The Edit · Body

Why We Built Booty Call Club (and why we have zero regrets)

By Ani & Dani · 12 May 2026
Booty Call Club

Let's start with the most important thing: yes, we wear lipstick to class. No, we're not sorry.

Ani: I wanted to work out the same way I go out

I come from fashion and design. I spent years in Paris and Berlin working in worlds where aesthetics aren't a detail — they're the whole point. So when I decided to get serious about working out, I looked for a place that felt like me. Beautiful, fun, no drama.

Spoiler: it didn't exist.

Regular gyms? Masculine codes, intimidating machines, fluorescent lighting that flatters no one, and a playlist that makes you want to go home. Hard pass.

So I did the only logical thing: I launched Booty Call Club in a nightclub. During the day. With a glitter bar, makeup on the counter, and the firm belief that a glutes class could be just as fun as a night out.

I hate heavy weights — I found the KBox, a Swedish machine that builds just as much muscle without destroying your joints. I hate boring cardio — I created a trampoline class where we do choreography on Beyoncé. And yes, I show up in a retro outfit because function follows form. I'm French. Haussmann over Bauhaus, always.

Fun first. Results after.

Dani: I wanted a place where all women have their place. So we built one.

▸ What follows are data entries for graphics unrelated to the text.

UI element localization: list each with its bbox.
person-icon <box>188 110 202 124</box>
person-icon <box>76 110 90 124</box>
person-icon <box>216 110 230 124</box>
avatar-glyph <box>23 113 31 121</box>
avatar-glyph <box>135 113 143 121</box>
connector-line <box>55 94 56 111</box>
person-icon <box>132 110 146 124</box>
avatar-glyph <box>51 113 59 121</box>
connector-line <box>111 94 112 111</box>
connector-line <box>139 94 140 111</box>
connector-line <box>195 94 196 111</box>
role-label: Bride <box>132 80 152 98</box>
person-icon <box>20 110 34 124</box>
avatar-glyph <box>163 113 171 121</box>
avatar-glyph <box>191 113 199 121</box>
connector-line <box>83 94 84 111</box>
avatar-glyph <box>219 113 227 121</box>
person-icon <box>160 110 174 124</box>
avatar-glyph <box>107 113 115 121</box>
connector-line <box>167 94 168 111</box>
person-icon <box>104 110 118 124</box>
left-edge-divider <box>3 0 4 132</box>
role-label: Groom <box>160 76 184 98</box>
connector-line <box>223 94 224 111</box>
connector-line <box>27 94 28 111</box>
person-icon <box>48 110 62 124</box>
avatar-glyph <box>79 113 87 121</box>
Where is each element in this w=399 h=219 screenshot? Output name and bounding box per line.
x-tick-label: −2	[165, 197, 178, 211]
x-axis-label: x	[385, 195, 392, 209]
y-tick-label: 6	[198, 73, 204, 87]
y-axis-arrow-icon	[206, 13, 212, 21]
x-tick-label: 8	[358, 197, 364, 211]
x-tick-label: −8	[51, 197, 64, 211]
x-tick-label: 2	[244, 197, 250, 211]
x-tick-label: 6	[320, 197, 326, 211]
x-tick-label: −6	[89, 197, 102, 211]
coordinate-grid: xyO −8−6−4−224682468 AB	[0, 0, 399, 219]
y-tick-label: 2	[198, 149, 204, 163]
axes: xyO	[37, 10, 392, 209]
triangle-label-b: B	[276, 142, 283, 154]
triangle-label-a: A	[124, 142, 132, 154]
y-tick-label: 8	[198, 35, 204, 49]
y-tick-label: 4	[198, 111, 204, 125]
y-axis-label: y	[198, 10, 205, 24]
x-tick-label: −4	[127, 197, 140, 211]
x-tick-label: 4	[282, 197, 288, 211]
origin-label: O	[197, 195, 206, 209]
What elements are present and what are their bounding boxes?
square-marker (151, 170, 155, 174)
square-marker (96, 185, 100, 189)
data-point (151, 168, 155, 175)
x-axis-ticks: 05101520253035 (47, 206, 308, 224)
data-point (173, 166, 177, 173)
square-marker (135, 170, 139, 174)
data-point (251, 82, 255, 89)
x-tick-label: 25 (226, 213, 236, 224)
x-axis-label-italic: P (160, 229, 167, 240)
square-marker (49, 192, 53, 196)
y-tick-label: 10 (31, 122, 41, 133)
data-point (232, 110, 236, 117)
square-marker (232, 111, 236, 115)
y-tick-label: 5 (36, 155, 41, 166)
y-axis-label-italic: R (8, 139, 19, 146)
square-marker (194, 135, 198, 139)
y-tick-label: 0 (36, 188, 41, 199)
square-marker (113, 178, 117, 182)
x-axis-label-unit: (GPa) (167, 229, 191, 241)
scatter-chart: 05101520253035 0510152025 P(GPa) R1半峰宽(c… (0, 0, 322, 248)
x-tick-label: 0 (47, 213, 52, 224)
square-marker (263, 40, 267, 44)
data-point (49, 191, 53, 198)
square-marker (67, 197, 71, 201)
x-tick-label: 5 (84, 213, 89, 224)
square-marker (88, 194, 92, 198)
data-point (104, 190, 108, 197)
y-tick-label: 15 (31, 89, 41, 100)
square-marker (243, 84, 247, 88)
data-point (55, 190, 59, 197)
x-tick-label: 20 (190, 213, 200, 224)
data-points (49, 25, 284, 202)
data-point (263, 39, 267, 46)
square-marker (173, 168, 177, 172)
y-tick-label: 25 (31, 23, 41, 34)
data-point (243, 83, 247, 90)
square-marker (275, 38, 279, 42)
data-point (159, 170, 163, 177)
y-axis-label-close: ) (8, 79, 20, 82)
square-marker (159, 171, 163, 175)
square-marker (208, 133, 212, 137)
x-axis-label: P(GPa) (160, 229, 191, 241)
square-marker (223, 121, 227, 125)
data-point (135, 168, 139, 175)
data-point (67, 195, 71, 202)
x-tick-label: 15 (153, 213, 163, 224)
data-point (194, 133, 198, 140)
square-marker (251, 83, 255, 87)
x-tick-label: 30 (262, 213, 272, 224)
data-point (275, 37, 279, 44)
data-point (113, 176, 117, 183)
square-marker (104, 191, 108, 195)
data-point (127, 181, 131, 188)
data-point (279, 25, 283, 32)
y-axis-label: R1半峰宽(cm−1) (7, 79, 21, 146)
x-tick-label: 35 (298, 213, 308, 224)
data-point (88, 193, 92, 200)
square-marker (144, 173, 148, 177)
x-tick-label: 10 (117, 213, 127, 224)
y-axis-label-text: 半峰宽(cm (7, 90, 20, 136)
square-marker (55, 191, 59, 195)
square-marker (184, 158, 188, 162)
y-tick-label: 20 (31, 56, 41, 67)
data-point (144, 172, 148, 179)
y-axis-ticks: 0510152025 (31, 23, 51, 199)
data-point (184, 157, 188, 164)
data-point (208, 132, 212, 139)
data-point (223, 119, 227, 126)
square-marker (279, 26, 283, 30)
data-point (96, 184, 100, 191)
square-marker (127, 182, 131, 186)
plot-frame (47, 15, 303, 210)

I love fitness. I've always loved it. What I don't love is how fitness spaces so often feel like they were designed for a very specific type of person — and everyone else is just tolerated.

I'm from Hong Kong, with Canadian, Dutch and Indochinese roots. I'm a mix — and I've always gravitated toward spaces that reflect that. Places where different women, different bodies, different energies can all coexist without anyone feeling like they don't quite belong.

I wanted a place where you can build real strength, feel powerful, feel feminine — and where that looks different for everyone. A place that isn't cold or clinical or quietly intimidating. And ideally, a place where after a great class, someone might suggest champagne. (That someone is usually me.)

Because that's how I see it: I'll say "come, let's do a class" and two hours later "come, let's go out." I don't see the contradiction. Life is long and balance is everything — 80% discipline, 20% fun. And even within the 80%, we make it as enjoyable as possible.

What we built — and why it's more than a gym

Both of us are deeply social people. We hate that gym experience where everyone walks in, puts their headphones on, and leaves without saying a single word to anyone. That coldness — we didn't want any of it.

We wanted a place where women feel at home. A place you actually want to stay after class. So we built more than a workout space. Upstairs there's a living area. After your session you can get your nails done without dragging your entire life with you. There's an infrared sauna. A full events programme — workshops, talks, things we personally love and wanted to share with a community of women who feel the same.

Men are absolutely welcome. But the masculine codes stay at the door.

No judgment. No pressure. Just good classes, a beautiful space, a warm community — and a glitter bar.

Because we think working out can feel like this too.